LG Develops AI to Combat Virtual Reality Nausea

LG Develops AI to Combat Virtual Reality Nausea

Ever since VR technology began tiptoeing toward a wider market with the launch of Kickstarters for projects like the Oculus Rift, an unwelcome presence has wafted across the technology: nausea. Put simply, virtual reality makes some people seasick. It’s the reason why you’ll see the press and reviewers emphasize the importance of high frame rates. It’s why you’ll often see games with limited mobility or titles that warp you from location to location. And it’s why game developers frequently recommend taking breaks from VR titles and only playing for small amounts of time, at least at first. Now, LG thinks it can use an AI to take some of the nausea out of gaming, possibly improving player uptake in the process.

One of the principle problems with VR is that the same high-resolution techniques that can reduce nausea directly hit frame rates. At a distance of just a few inches, even 4K screens aren’t necessarily enough to avoid the screen door effect — and no VR headset currently on the market can push 4K at the 90fps targets experts often suggest are best-practices in virtual reality. Brute-forcing the problem is possible, but drives system cost up and makes wireless hardware a pipe dream, given that nobody is going to be packing a GTX 1080 Ti GPU into a smartphone any time this decade.

LG’s work with Sogang University suggests an alternate approach that’s much more bandwidth and battery-friendly, by building high-resolution images from low resolution initial starting points. According to Business Korea, using low-resolution initial assets and then constructing high-resolution final targets via AI slashed introduced photon latency and motion blur to one-fifth of current levels or less. The same team also built a precision motor system and improved optics based on the human visual cortex to improve the ability of experts to model how VR is used by humans.
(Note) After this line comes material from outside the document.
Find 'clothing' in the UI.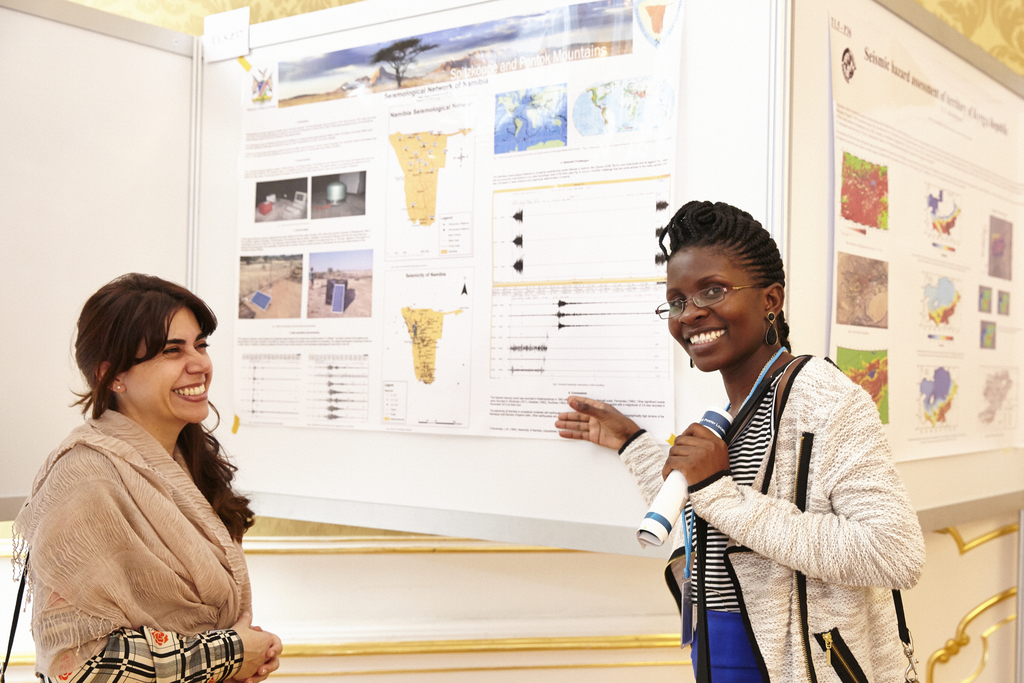
UI element at x1=11 y1=406 x2=253 y2=682.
Kang Seok-ju (middle) and his students. Photo by Business Korea.
Kang Seok-ju (middle) and his students. Photo by Business Korea.

“[T]his study developed a semiconductor which accelerates with low power realized through AI without an expensive GPU in a VR device,” said professor Kang Seok-ju of the Department of Electronics Engineering at Sogang University, who worked on the study over the past three years.

It’s difficult to judge just how much drag nausea exerts on the VR market, which seems somehow fitting given that we aren’t actually sure why humans get nauseated and throw up in the first place. The leading theory is that nausea results from a mismatch between the visual system (which, in VR, believes that you are moving) and reports from other components of the proprioceptive system, which reports that you aren’t. What we do know is that conditioned taste aversion — the phenomena in which we avoid certain foods after experiencing an aversive response involving nausea, sickness, or vomiting — is quite strong. We’re not very particular about it, either. As Wikipedia notes, a person who eats sushi and then goes on a roller coaster and experiences severe nausea may still wind up with an aversion to sushi, despite knowing that it was the roller coaster that actually caused the problem.

How much does this practically impact VR adoption? In the short-term, not much. The impact of high pricing and limited support are going to be far more important in the near term. That said, the difficulty of making games without making people barf probably does put some limits on what developers are willing to risk. There’s precious little upside to building a game that makes 10 percent (or even one percent) of your player base upchuck in the age of social media and YouTube reaction videos. No game studio in its right mind wants to be known as the firm behind “Unintentionally Blowing Chunks VII: Battle Royale” or whatever the equivalent would be. And given that LG isn’t currently a major player in this space, it’s not clear if any technological breakthrough would be incorporated into future products or licensed by other firms to use in their own hardware.